Article,

Caltech-NRAO Stripe 82 Survey (CNSS). IV. The Birth of Radio-loud Quasar 013815+00

, , , , and .
(2020)cite arxiv:2007.01590Comment: 14 pages, 5 figures, 1 table, accepted to ApJ.

Abstract

It is believed that the gas accretion onto the supermassive black holes (SMBHs) is the main process of powering its luminous emission, which occurs in optical, UV and X-ray regimes and less frequently in radio waves. The observational fact that only a few percent of quasars are radio-loud is still an unresolved issue concerning the understanding of the active galactic nucleus (AGN) population. Here we present a detection of a rapid transition from the radio-quiet to the radio-loud mode in quasar 013815+00 (z=0.94) which coincides with changes of its UV-optical continuum and the low ionization MgII broadline. We interpret this as an enhancement of accretion onto a central black hole of mass about 10^9 solar masses. As a consequence a new radio-loud AGN was born. Its spectral and morphological properties indicate that it went through the short gigahertz-peaked spectrum (GPS) phase at the beginning of its activity and has now stabilized its flux density at the level of a few mJy. The radio morphology of 013815+00 is very compact and we predict that with such short-term jet activity its development will be very slow. The observed luminosity changes of the accretion disk are shorter than the lifetime of the new radio phase in 013815+00.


How to complete this task |
Restate word for word the entries below, starting at the line with "This screenshot has height=555, width=1130." and ending at the line with "This screenshot has height=569, width=1202.". Keep both end lines and omit the pictures.
Given records START
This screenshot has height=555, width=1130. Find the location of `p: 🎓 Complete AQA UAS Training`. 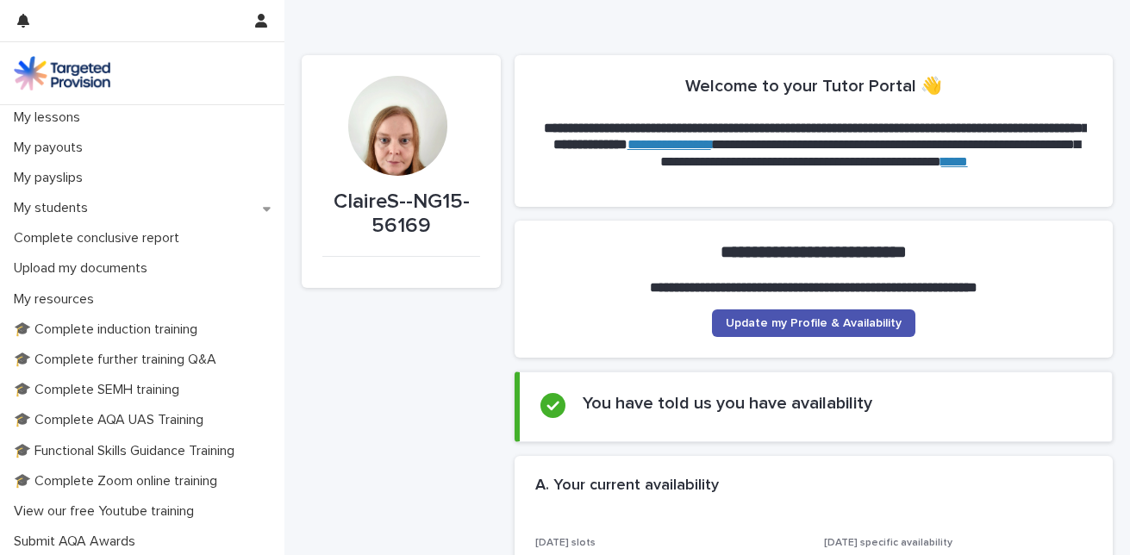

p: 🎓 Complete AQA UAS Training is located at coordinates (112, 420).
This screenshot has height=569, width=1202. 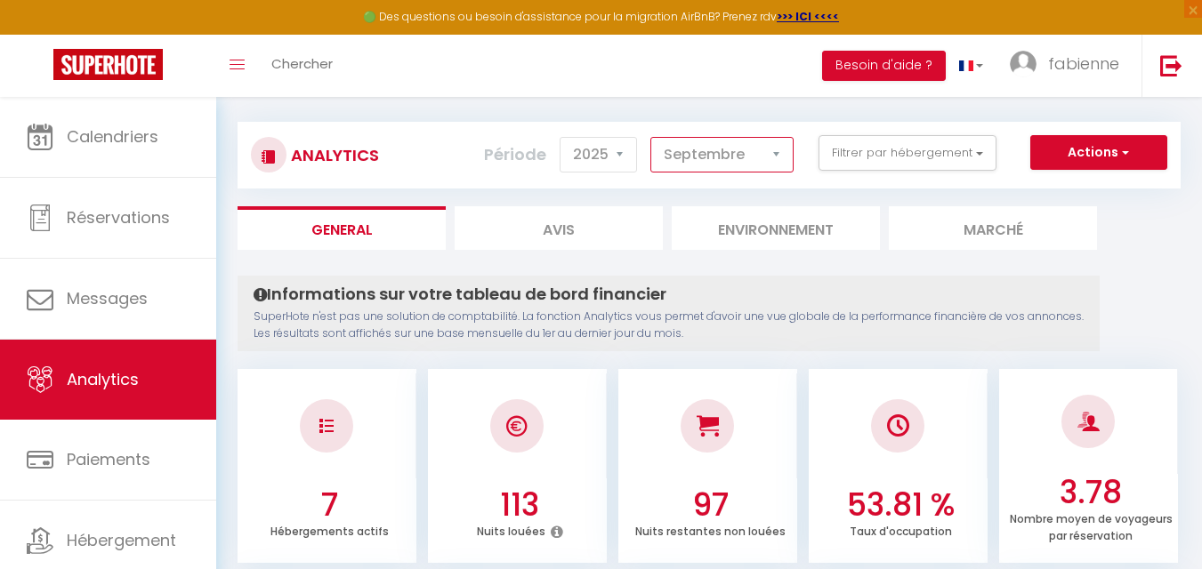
Given records END
Given records START
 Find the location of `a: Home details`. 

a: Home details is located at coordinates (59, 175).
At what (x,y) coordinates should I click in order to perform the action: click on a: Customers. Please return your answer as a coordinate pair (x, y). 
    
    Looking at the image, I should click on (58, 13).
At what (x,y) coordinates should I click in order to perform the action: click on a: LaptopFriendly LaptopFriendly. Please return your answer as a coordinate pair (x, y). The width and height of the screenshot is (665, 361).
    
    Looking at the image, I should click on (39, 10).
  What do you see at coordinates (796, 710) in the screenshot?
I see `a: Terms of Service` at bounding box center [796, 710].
Given records END
Solution |
This screenshot has height=555, width=1130. Find the location of `p: 🎓 Complete AQA UAS Training`. 

p: 🎓 Complete AQA UAS Training is located at coordinates (112, 420).
This screenshot has height=569, width=1202. 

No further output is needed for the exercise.